Ella Katrovasová

Ella Katrovasová is an interdisciplinary urbanist and thinker whose work bridges prefigurative politics, ecofeminism, and anarchist approaches to urban design. While her early practice centered on guerrilla street art and installation art—exhibited at the ReCompose studio in Prague and the Divo Institute in Beja, Portugal—her focus has since shifted toward urbanistic interventions and critical writing as a means to analyze social systems within physical spaces.

Ella’s current projects include The Crisis of Children’s Freedom: The East-West Dichotomy and Czech-Ukrainian Solidarity, an exploration of childhood freedom and play shaped by the urbanism of the East-West dichotomy, and The Living Heritage Collective, a speculative initiative envisioning architectures of liberation within over-commercialized city centers.

Now pursuing her Master’s studies at the University of Arts, Architecture, and Design in Prague under the mentorship of internationally acclaimed theorist Eva Franch i Gilabert, Ella delves into the revolutionary potential of playfulness as a form of prefigurative politics. She integrates culture and nature as ecological resistance, crafting practices that foster communal resilience, reimagine public space, and challenge dominant urban paradigms.

JÁDU ⟶
 

Articles

September 2025

Folk magic in the Anthropocene

From Ukrainian motanki to the goddesses of Žítková to contemporary ecological collectives, folk magic is finding new forms in the Anthropocene. Playfulness, rituals, and ancient wisdom are turning into weapons against powerlessness and indifference.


*Your objective*
Copy out every line of the data where the word "into" is found.

*Supplied records*
'''

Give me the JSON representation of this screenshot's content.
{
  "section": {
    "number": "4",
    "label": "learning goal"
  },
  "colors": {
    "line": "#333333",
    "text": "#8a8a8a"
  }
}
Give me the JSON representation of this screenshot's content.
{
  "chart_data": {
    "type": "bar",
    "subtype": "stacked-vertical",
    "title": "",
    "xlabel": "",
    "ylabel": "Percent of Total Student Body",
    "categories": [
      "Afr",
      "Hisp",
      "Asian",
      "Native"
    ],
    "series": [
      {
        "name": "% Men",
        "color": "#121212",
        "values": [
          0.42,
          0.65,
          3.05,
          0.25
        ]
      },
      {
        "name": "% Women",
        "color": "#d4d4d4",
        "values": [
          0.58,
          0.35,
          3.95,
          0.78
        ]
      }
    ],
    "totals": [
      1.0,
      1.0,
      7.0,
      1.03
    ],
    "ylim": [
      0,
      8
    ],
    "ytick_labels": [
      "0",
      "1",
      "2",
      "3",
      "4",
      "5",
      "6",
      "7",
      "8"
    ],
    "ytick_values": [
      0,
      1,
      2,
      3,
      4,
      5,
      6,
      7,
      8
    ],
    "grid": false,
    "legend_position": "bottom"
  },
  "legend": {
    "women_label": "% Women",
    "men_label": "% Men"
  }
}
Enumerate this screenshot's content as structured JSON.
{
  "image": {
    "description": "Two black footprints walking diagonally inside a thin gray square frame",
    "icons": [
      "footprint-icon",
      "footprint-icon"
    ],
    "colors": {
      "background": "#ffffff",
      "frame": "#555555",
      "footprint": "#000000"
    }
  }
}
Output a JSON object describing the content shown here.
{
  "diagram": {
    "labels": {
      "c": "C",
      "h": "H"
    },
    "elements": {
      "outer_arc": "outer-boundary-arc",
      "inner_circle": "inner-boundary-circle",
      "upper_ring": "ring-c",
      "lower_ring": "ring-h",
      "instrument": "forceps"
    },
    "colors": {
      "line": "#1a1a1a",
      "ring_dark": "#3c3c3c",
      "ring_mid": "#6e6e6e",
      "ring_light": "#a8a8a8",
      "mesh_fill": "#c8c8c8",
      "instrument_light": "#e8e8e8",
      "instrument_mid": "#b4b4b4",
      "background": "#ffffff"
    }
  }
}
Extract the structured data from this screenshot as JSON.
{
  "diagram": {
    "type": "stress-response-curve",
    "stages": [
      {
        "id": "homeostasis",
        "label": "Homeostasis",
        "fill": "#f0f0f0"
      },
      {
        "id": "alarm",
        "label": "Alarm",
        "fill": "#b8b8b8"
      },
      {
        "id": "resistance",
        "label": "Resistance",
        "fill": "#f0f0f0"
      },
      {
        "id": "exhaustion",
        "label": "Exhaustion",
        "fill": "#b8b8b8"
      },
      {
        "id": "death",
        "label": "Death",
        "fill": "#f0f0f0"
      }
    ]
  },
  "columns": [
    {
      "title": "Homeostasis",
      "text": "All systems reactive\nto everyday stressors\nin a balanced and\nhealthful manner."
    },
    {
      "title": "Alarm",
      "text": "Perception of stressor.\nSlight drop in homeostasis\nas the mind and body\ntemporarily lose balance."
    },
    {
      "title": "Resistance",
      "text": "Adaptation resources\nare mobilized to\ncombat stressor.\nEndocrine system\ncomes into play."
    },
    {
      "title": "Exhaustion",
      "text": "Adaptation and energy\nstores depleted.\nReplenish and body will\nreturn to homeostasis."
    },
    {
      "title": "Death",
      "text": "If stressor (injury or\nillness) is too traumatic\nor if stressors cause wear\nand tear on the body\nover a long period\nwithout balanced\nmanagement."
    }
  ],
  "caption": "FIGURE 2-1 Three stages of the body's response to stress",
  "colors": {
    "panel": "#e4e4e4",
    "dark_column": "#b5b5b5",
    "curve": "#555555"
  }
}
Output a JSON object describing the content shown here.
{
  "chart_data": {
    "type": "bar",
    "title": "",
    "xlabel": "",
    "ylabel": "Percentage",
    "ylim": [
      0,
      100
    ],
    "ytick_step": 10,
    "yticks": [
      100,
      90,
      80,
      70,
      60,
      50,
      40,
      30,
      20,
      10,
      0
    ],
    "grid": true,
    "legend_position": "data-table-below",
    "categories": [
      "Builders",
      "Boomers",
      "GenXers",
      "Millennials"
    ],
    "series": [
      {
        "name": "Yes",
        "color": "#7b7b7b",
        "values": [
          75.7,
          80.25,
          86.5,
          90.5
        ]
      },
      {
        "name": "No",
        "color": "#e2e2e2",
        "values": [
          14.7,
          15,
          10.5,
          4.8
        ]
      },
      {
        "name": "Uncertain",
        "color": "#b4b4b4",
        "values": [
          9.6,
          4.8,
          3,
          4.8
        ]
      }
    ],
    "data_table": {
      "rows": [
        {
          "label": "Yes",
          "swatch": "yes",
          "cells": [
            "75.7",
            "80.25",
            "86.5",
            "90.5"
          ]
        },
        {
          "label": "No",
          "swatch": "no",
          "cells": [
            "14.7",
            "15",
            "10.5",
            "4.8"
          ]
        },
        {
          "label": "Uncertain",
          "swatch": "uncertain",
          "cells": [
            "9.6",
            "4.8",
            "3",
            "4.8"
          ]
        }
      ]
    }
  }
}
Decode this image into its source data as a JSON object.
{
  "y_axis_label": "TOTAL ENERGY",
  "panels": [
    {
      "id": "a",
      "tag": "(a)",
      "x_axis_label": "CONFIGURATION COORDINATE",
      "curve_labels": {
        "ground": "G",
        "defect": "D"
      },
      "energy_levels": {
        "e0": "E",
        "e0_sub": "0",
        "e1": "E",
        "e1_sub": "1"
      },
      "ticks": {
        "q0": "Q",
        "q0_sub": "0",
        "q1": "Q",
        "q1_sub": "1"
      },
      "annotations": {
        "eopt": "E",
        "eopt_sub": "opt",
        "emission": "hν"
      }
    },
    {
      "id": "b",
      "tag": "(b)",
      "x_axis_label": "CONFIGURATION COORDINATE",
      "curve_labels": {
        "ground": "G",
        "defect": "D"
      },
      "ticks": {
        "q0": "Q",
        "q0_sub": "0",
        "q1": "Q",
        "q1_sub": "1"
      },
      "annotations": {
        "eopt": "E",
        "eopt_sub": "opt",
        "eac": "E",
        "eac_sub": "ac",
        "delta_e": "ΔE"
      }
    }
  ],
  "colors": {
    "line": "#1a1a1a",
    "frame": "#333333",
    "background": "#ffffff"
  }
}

'''

*Solution to the exercise*
      "text": "Adaptation resources\nare mobilized to\ncombat stressor.\nEndocrine system\ncomes into play."
Decode this image into its source data as a JSON object.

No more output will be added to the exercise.